As Wardrox writes: “I can only assume the people in charge of the Tumblr feeds for both Newsweek and The Atlantic live in some corner of an office, detached from the real world in some kind of bubble. The kind of bubble where reason and logic, common sense and common decency become warped by deadlines, hits, spin and hype.”
No, they’re not. They’re journalists. They’re people who dread these decisions. They have to make tough decisions like this all the time. (This was one of the tougher ones.) Ultimately, though, they decided they would rather be honest with their readers than to hide an important issue from view. And a lot of people liked that they presented it. And a lot of people didn’t. That’s the nature of journalism — not everyone’s going to like everything you do. When presented with the issue ourselves, we went with posting it. We dreaded it. One of our regular readers made a comment about this. We didn’t back down from the decision, but we did start a dialogue.

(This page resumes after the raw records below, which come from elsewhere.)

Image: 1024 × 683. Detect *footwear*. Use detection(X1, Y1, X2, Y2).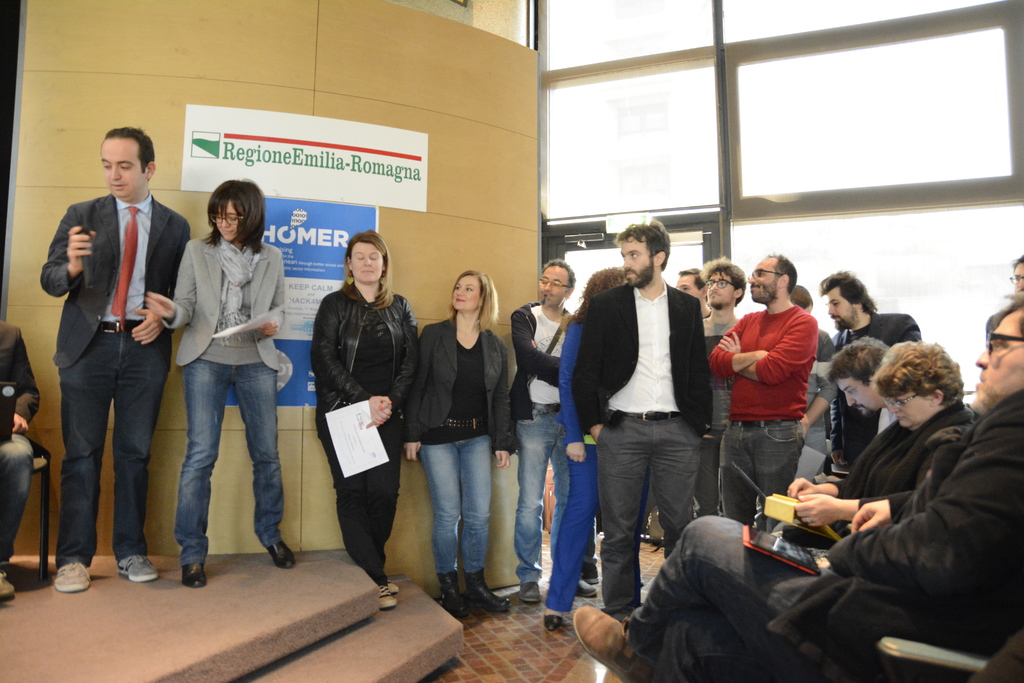
detection(470, 567, 510, 613).
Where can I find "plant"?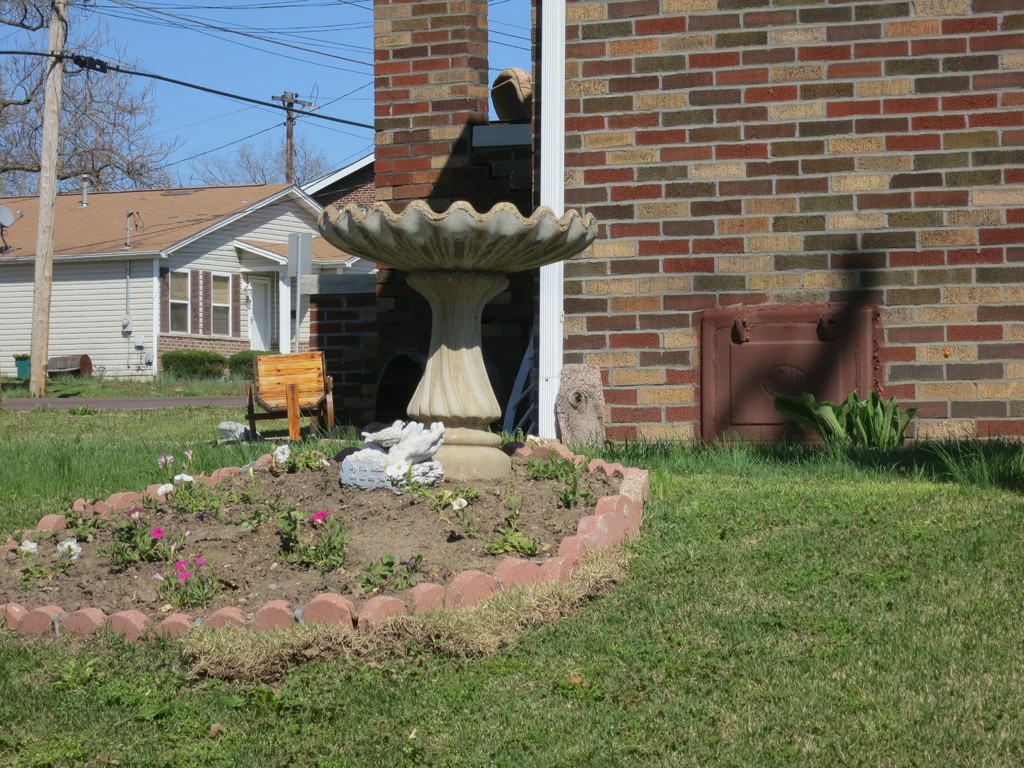
You can find it at {"x1": 479, "y1": 495, "x2": 536, "y2": 561}.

The news is the news. Newsweek and The Atlantic have no interest in running gruesome pictures like that all the time. They did it because the news value was extremely high. WIll everyone like it? No. But when you have a photo like that and mere moments to decide on whether something is the right choice, you have to go with your gut. That’s how journalism works. Sometimes it, unfortunately, isn’t pretty. We try to limit those moments to when it really matters.